Eleanor Clift can’t be mistaken for anything less than a vocal, far left journalist that most often lets her leanings guide her pen, but the article she posted this week in Newsweek is no less interesting and valuable portrayal of Sarah Palin the politician than most, and it benefits from McCain campaign manager Steve Schmidt’s candid narrative. It’s obvious Schmidt sees the Palin bloc essentially controlling the GOP campaign message at this point in time, and just as obvious that he considers this a horrible path. We’d have to agree since we know entirely too many people now calling themselves “reformed Republicans” in much the same way so many called themselves “Reagan Democrats” before just admitting they had become Republicans.
What will this new group of disenfranchised people be called? Don’t say Tea Partiers. They don’t seem to want any part of that conversation either.
Some great excerpts from the article:
- Before he took the stage, he said his problem with Palin had to do with her saying things that are untrue, which caused problems for the campaign. It’s a practice you could say she has since perfected with the “death panels” of last summer, and continues today with an assertion made in Louisville, Ky., last week that the Founding Fathers really didn’t want separation of church and state.
- Schmidt gives Palin her due as a political talent. He has said that without her on the ticket, McCain’s margin of defeat would have been even greater. But she is a divisive figure: “dark,” he said to me, “us versus them, and she’s inciting regional divisions, which we haven’t seen in this country for a long time.”
- He’s not happy with Republicans reading people out of the party for lack of ideological purity, a view enshrined by Louisiana Sen. David Vitter’s declaration that he’d rather have 30 Republicans with strong conservative beliefs than 60 compromisers. “Good for him,” said Schmidt, “but that’s not a winning or a wise electoral strategy.”
- Schmidt quoted a former Republican Party chair, from the pre-Palin heyday, who said there are two types of churches—one where members hunt for heretics to kick them out, the other where people go out looking for converts to bring them in. “If we’re a political party that goes out hunting for heretics, that’s not a strategically sound premise,” Schmidt said, adding with a mischievous grin, “I haven’t gotten kicked out yet.”
More: Steve Schmidt Says No to Party of Palin.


TASK REQUIREMENTS — If a line in the data holds the string "scale", list it.
*** Opening of TASK INPUTS ***
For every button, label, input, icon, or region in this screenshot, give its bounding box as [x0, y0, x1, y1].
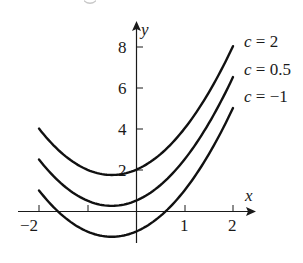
curve-label-c2: c = 2: [244, 32, 278, 51]
solution-curves-chart: −2 1 2 x 8 6 4 2 y c = 2 c = 0.5 c = −1: [0, 0, 303, 263]
x-tick-label-2: 2: [228, 216, 237, 235]
y-axis-label: y: [139, 20, 149, 39]
y-tick-label-8: 8: [118, 38, 127, 57]
x-tick-label-neg2: −2: [20, 216, 38, 235]
y-axis: 8 6 4 2 y: [118, 20, 149, 243]
y-tick-label-4: 4: [118, 120, 127, 139]
y-tick-label-2: 2: [118, 161, 127, 180]
x-tick-label-1: 1: [180, 216, 189, 235]
y-tick-label-6: 6: [118, 79, 127, 98]
cropped-text-fragment: [84, 0, 96, 4]
x-axis-label: x: [244, 186, 253, 205]
curve-label-c0-5: c = 0.5: [244, 60, 291, 79]
curve-label-cm1: c = −1: [244, 87, 288, 106]
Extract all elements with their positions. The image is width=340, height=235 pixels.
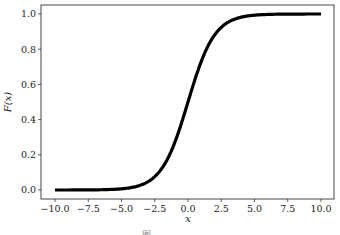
x-tick-label: −10.0: [40, 203, 69, 214]
x-axis-ticks: −10.0−7.5−5.0−2.50.02.55.07.510.0: [40, 199, 331, 214]
y-tick-label: 1.0: [21, 8, 36, 19]
x-tick-label: 7.5: [280, 203, 295, 214]
y-axis-ticks: 0.00.20.40.60.81.0: [21, 8, 41, 195]
x-tick-label: −5.0: [110, 203, 133, 214]
x-tick-label: 10.0: [310, 203, 331, 214]
y-tick-label: 0.8: [21, 44, 36, 55]
x-tick-label: −7.5: [77, 203, 100, 214]
y-tick-label: 0.2: [21, 149, 36, 160]
y-tick-label: 0.0: [21, 184, 36, 195]
figure-caption: 图 … … … …: [0, 228, 340, 235]
y-tick-label: 0.6: [21, 79, 36, 90]
sigmoid-chart: −10.0−7.5−5.0−2.50.02.55.07.510.0 0.00.2…: [0, 0, 340, 235]
x-tick-label: 2.5: [214, 203, 229, 214]
x-tick-label: 5.0: [247, 203, 262, 214]
y-axis-label: F(x): [2, 92, 13, 113]
y-tick-label: 0.4: [21, 114, 36, 125]
x-tick-label: −2.5: [143, 203, 166, 214]
x-axis-label: x: [185, 213, 191, 224]
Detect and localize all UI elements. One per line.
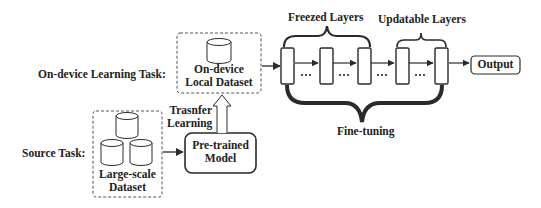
freezed-layers-label: Freezed Layers — [288, 11, 363, 24]
transfer-arrow-icon — [213, 95, 231, 133]
layer-3 — [358, 48, 371, 84]
database-cylinder-icon — [116, 113, 138, 139]
local-dataset-label: On-device Local Dataset — [177, 63, 261, 89]
finetuning-brace — [287, 85, 442, 122]
large-dataset-line2: Dataset — [93, 181, 162, 194]
pretrained-line1: Pre-trained — [185, 139, 256, 152]
layer-5 — [435, 48, 448, 84]
updatable-brace — [397, 33, 446, 47]
large-dataset-label: Large-scale Dataset — [93, 168, 162, 194]
layer-2 — [320, 48, 333, 84]
transfer-line2: Learning — [167, 117, 212, 130]
finetuning-label: Fine-tuning — [337, 125, 395, 138]
freezed-brace — [284, 26, 370, 47]
large-dataset-line1: Large-scale — [93, 168, 162, 181]
layer-1 — [281, 48, 294, 84]
local-dataset-line1: On-device — [177, 63, 261, 76]
transfer-learning-label: Trasnfer Learning — [167, 104, 212, 130]
database-cylinder-icon — [207, 39, 231, 64]
database-cylinder-icon — [101, 140, 123, 166]
output-label: Output — [471, 58, 520, 71]
source-task-label: Source Task: — [22, 147, 85, 160]
target-task-label: On-device Learning Task: — [38, 68, 166, 81]
local-dataset-line2: Local Dataset — [177, 76, 261, 89]
layer-4 — [396, 48, 409, 84]
pretrained-line2: Model — [185, 152, 256, 165]
database-cylinder-icon — [130, 140, 152, 166]
transfer-line1: Trasnfer — [167, 104, 212, 117]
updatable-layers-label: Updatable Layers — [378, 13, 466, 26]
network-layers — [281, 48, 448, 84]
diagram-canvas — [0, 0, 541, 208]
pretrained-model-label: Pre-trained Model — [185, 139, 256, 165]
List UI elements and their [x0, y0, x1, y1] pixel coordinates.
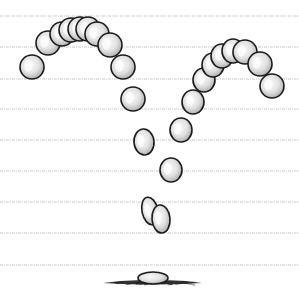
ball: [121, 87, 145, 111]
ball: [248, 52, 272, 76]
ball: [170, 118, 192, 142]
ball: [151, 204, 171, 233]
bouncing-ball-illustration: [0, 0, 299, 290]
ball-sequence: [20, 17, 284, 234]
ball: [182, 90, 204, 114]
ball: [260, 74, 284, 98]
ball: [160, 158, 182, 182]
ball: [111, 55, 135, 79]
ball: [20, 55, 44, 79]
ball: [133, 128, 155, 156]
ball: [98, 33, 122, 57]
squashed-ball: [138, 272, 168, 284]
ground-contact: [103, 272, 202, 285]
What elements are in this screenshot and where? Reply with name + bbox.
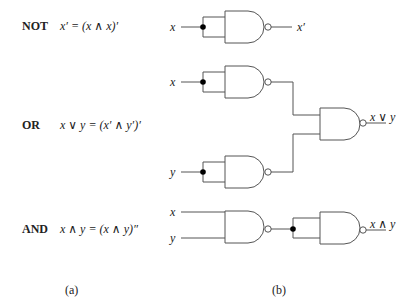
or-output-label: x ∨ y (370, 111, 395, 123)
and-output-label: x ∧ y (370, 218, 395, 230)
junction-dot (200, 24, 206, 30)
and-input-x-label: x (170, 206, 175, 218)
or-input-x-label: x (170, 76, 175, 88)
caption-a: (a) (65, 283, 78, 298)
or-circuit (181, 66, 386, 188)
inversion-bubble (265, 24, 271, 30)
not-output-label: x′ (297, 21, 305, 33)
nand-gate (225, 11, 264, 43)
caption-b: (b) (272, 283, 286, 298)
not-input-label: x (170, 21, 175, 33)
and-input-y-label: y (170, 232, 175, 244)
and-circuit (181, 211, 386, 244)
not-circuit (181, 11, 292, 43)
or-input-y-label: y (170, 166, 175, 178)
nand-circuits-diagram (0, 0, 409, 302)
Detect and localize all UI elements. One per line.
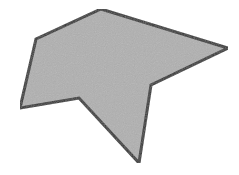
polygon-figure (0, 0, 239, 175)
concave-polygon-shape (20, 9, 228, 163)
diagram-canvas (0, 0, 239, 175)
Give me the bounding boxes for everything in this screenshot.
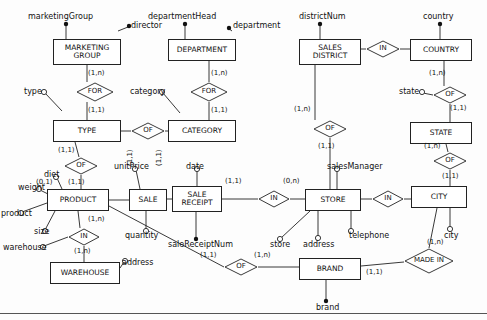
- entity-label: PRODUCT: [60, 196, 97, 205]
- cardinality: (1,1): [155, 149, 163, 166]
- entity-label: SALE: [139, 196, 158, 205]
- attribute-marketinggroup: marketingGroup: [28, 12, 93, 21]
- relationship-store-in-city[interactable]: IN: [372, 190, 404, 208]
- relationship-state-of-city[interactable]: OF: [433, 152, 467, 170]
- entity-brand[interactable]: BRAND: [299, 258, 361, 280]
- attribute-telephone: telephone: [349, 231, 389, 240]
- relationship-label: OF: [445, 91, 455, 99]
- entity-marketing-group[interactable]: MARKETING GROUP: [53, 39, 121, 65]
- cardinality: (1,n): [424, 142, 441, 150]
- cardinality: (1,1): [68, 178, 85, 186]
- attribute-address-warehouse: address: [122, 258, 153, 267]
- relationship-for-category[interactable]: FOR: [190, 82, 228, 102]
- entity-city[interactable]: CITY: [411, 186, 467, 208]
- relationship-label: OF: [325, 125, 335, 133]
- relationship-label: IN: [384, 195, 391, 203]
- attribute-districtnum: districtNum: [299, 12, 346, 21]
- cardinality: (1,n): [427, 238, 444, 246]
- entity-product[interactable]: PRODUCT: [47, 189, 109, 211]
- er-diagram-canvas: MARKETING GROUP DEPARTMENT SALES DISTRIC…: [0, 0, 487, 320]
- attribute-brand: brand: [316, 303, 339, 312]
- entity-label: SALE RECEIPT: [173, 191, 221, 208]
- attribute-salesmanager: salesManager: [327, 162, 382, 171]
- entity-label: STATE: [430, 129, 453, 138]
- relationship-label: IN: [80, 233, 87, 241]
- attribute-salereceiptnum: saleReceiptNum: [168, 240, 233, 249]
- entity-label: CITY: [431, 193, 448, 202]
- entity-label: STORE: [320, 196, 345, 205]
- entity-state[interactable]: STATE: [410, 122, 472, 144]
- relationship-district-of-store[interactable]: OF: [313, 120, 347, 138]
- attribute-warehouse: warehouse: [3, 243, 47, 252]
- attribute-state: state: [399, 87, 419, 96]
- entity-warehouse[interactable]: WAREHOUSE: [50, 262, 120, 284]
- relationship-label: FOR: [202, 88, 216, 96]
- relationship-receipt-in-store[interactable]: IN: [258, 190, 290, 208]
- entity-sale[interactable]: SALE: [129, 189, 167, 211]
- relationship-for-type[interactable]: FOR: [76, 82, 114, 102]
- entity-sale-receipt[interactable]: SALE RECEIPT: [172, 186, 222, 212]
- entity-label: TYPE: [78, 127, 96, 136]
- entity-country[interactable]: COUNTRY: [410, 39, 472, 61]
- relationship-label: MADE IN: [414, 257, 444, 265]
- relationship-label: OF: [445, 157, 455, 165]
- entity-label: WAREHOUSE: [61, 269, 110, 278]
- relationship-made-in[interactable]: MADE IN: [404, 248, 454, 274]
- relationship-label: FOR: [88, 88, 102, 96]
- relationship-label: IN: [379, 45, 386, 53]
- page-divider: [0, 313, 487, 314]
- relationship-type-of-category[interactable]: OF: [131, 122, 165, 140]
- entity-label: MARKETING GROUP: [54, 44, 120, 61]
- cardinality: (1,1): [88, 106, 105, 114]
- relationship-country-of-state[interactable]: OF: [433, 86, 467, 104]
- cardinality: (1,1): [442, 172, 459, 180]
- attribute-product: product: [1, 209, 32, 218]
- entity-label: BRAND: [317, 265, 344, 274]
- attribute-quantity: quantity: [125, 231, 158, 240]
- attribute-departmenthead: departmentHead: [148, 12, 216, 21]
- attribute-date: date: [186, 162, 204, 171]
- entity-sales-district[interactable]: SALES DISTRICT: [299, 39, 361, 65]
- entity-store[interactable]: STORE: [305, 189, 361, 211]
- entity-label: CATEGORY: [182, 127, 222, 136]
- entity-label: SALES DISTRICT: [300, 44, 360, 61]
- cardinality: (1,n): [254, 251, 271, 259]
- attribute-department: department: [233, 21, 280, 30]
- attribute-category: category: [130, 87, 165, 96]
- cardinality: (1,1): [211, 106, 228, 114]
- cardinality: (1,1): [318, 142, 335, 150]
- relationship-label: OF: [76, 162, 86, 170]
- entity-label: DEPARTMENT: [177, 46, 227, 55]
- cardinality: (1,n): [88, 215, 105, 223]
- entity-type[interactable]: TYPE: [53, 120, 121, 142]
- cardinality: (1,1): [58, 146, 75, 154]
- attribute-store: store: [270, 240, 290, 249]
- cardinality: (1,n): [74, 247, 91, 255]
- cardinality: (1,1): [126, 149, 134, 166]
- relationship-district-in-country[interactable]: IN: [366, 40, 400, 58]
- cardinality: (1,1): [200, 251, 217, 259]
- cardinality: (1,n): [294, 105, 311, 113]
- cardinality: (1,n): [211, 69, 228, 77]
- cardinality: (1,n): [429, 69, 446, 77]
- cardinality: (0,n): [283, 177, 300, 185]
- attribute-address-store: address: [303, 240, 334, 249]
- attribute-director: director: [131, 21, 162, 30]
- relationship-product-of-type[interactable]: OF: [64, 157, 98, 175]
- relationship-label: OF: [143, 127, 153, 135]
- cardinality: (1,1): [366, 268, 383, 276]
- relationship-label: IN: [270, 195, 277, 203]
- entity-department[interactable]: DEPARTMENT: [168, 39, 236, 61]
- entity-category[interactable]: CATEGORY: [168, 120, 236, 142]
- relationship-label: OF: [236, 263, 246, 271]
- cardinality: (1,1): [225, 177, 242, 185]
- attribute-city: city: [444, 231, 459, 240]
- attribute-country: country: [423, 12, 454, 21]
- relationship-product-in-warehouse[interactable]: IN: [68, 228, 100, 246]
- relationship-product-of-brand[interactable]: OF: [224, 258, 258, 276]
- entity-label: COUNTRY: [423, 46, 459, 55]
- cardinality: (1,n): [88, 69, 105, 77]
- cardinality: (0,1): [36, 178, 53, 186]
- attribute-type: type: [24, 87, 42, 96]
- cardinality: (1,1): [450, 104, 467, 112]
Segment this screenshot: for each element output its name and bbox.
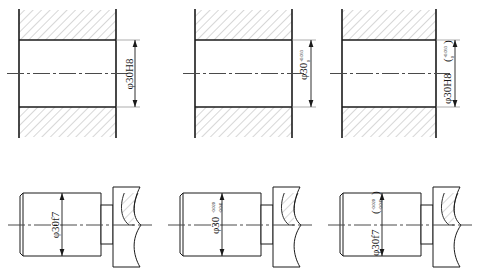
dimension-line bbox=[453, 40, 458, 107]
dimension-line bbox=[309, 40, 314, 107]
dimension-label: φ30 bbox=[209, 216, 221, 234]
lower-deviation: 0 bbox=[450, 56, 455, 58]
hatch-lower bbox=[342, 107, 436, 137]
lower-deviation: 0 bbox=[306, 60, 311, 62]
upper-deviation: +0.033 bbox=[443, 46, 448, 58]
hatch-upper bbox=[19, 10, 116, 40]
upper-deviation: +0.033 bbox=[299, 50, 304, 62]
dimension-label: φ30f7 bbox=[369, 229, 381, 256]
upper-deviation: -0.020 bbox=[211, 202, 216, 213]
view-shaft-code: φ30f7 bbox=[0, 139, 160, 277]
view-shaft-code-deviations: φ30f7 ( -0.020 -0.041 ) bbox=[320, 139, 480, 277]
dimension-label: φ30 bbox=[297, 62, 309, 80]
flange-hatch bbox=[441, 189, 461, 225]
lower-deviation: -0.041 bbox=[378, 199, 383, 210]
view-shaft-deviations: φ30 -0.020 -0.041 bbox=[160, 139, 320, 277]
view-hole-code: φ30H8 bbox=[0, 0, 160, 138]
view-hole-deviations: φ30 +0.033 0 bbox=[160, 0, 320, 138]
flange-hatch bbox=[281, 189, 301, 225]
hatch-upper bbox=[195, 10, 292, 40]
drawing-sheet: φ30H8 bbox=[0, 0, 480, 277]
paren-close: ) bbox=[369, 191, 382, 195]
dimension-label: φ30H8 bbox=[441, 73, 453, 104]
dimension-label: φ30f7 bbox=[49, 211, 61, 238]
view-hole-code-deviations: φ30H8 ( +0.033 0 ) bbox=[320, 0, 480, 138]
hatch-lower bbox=[195, 107, 292, 137]
dimension-label: φ30H8 bbox=[123, 58, 135, 89]
flange-hatch bbox=[121, 189, 141, 225]
paren-close: ) bbox=[441, 40, 454, 44]
upper-deviation: -0.020 bbox=[371, 199, 376, 210]
hatch-upper bbox=[342, 10, 436, 40]
hatch-lower bbox=[19, 107, 116, 137]
lower-deviation: -0.041 bbox=[218, 202, 223, 213]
*** Close of TASK INPUTS ***
EXERCISE ANSWER —
large-dataset-label: Large-scale Dataset — [93, 168, 162, 194]
large-dataset-line1: Large-scale — [93, 168, 162, 181]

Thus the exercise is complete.